SaaS Creates Flexibility — and New Risks Worth Understanding
SaaS has genuinely changed what is possible for smaller businesses. The ability to access well-built, continuously improved software on a subscription basis — without the overhead of hosting, maintenance, and version management — is a real advantage. It has also made software development companies more flexible in how they deliver solutions, including hybrid approaches that combine SaaS platforms with custom layers built on top of them.
But SaaS introduces risks that off-the-shelf and custom software do not carry in the same way. Your data lives on someone else’s infrastructure. Pricing can change. Features can be deprecated. The vendor can be acquired. The platform can pivot in a direction that no longer fits your business. None of these are reasons to avoid SaaS — they are reasons to evaluate it carefully and make sure the fit is real before the dependency grows.
- Understand where your data lives and what happens to it if you leave
- Evaluate the vendor’s stability and track record, not just the product
- Know what the exit process looks like before you need it
- Consider whether a custom integration layer reduces your dependency on any single platform
Signs You Need Outside Input Before Making a Software Decision
Not every software decision needs outside help. Replacing a tool with a clear equivalent, adding a simple SaaS subscription for a single-purpose need, or upgrading a platform you already know well — these are often straightforward. But if several of the following are true, it is worth a conversation before you commit.

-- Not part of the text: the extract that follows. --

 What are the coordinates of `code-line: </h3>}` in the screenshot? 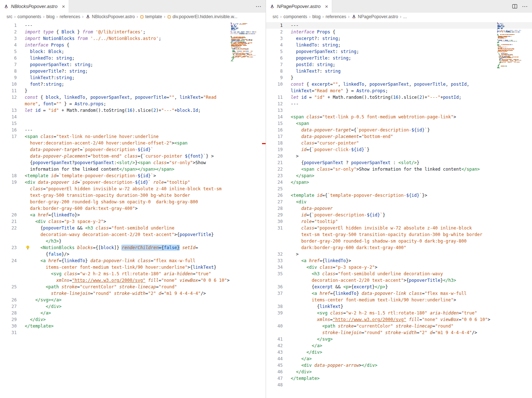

- The software will touch multiple departments or significantly change how employees work
- You are evaluating options and are not sure how to compare them against your actual requirements
- The vendor is telling you that your current process needs to change to fit their system
- You are migrating data from an existing system and are not sure what that involves
- The decision involves a multi-year commitment or significant upfront cost
- A previous software implementation did not go as planned and you want a different outcome this time
Talk Through the Decision Before You Make It
Whether you are evaluating platforms, considering a custom build, or trying to figure out why your current software is not working the way it should — a focused conversation is usually the best place to start.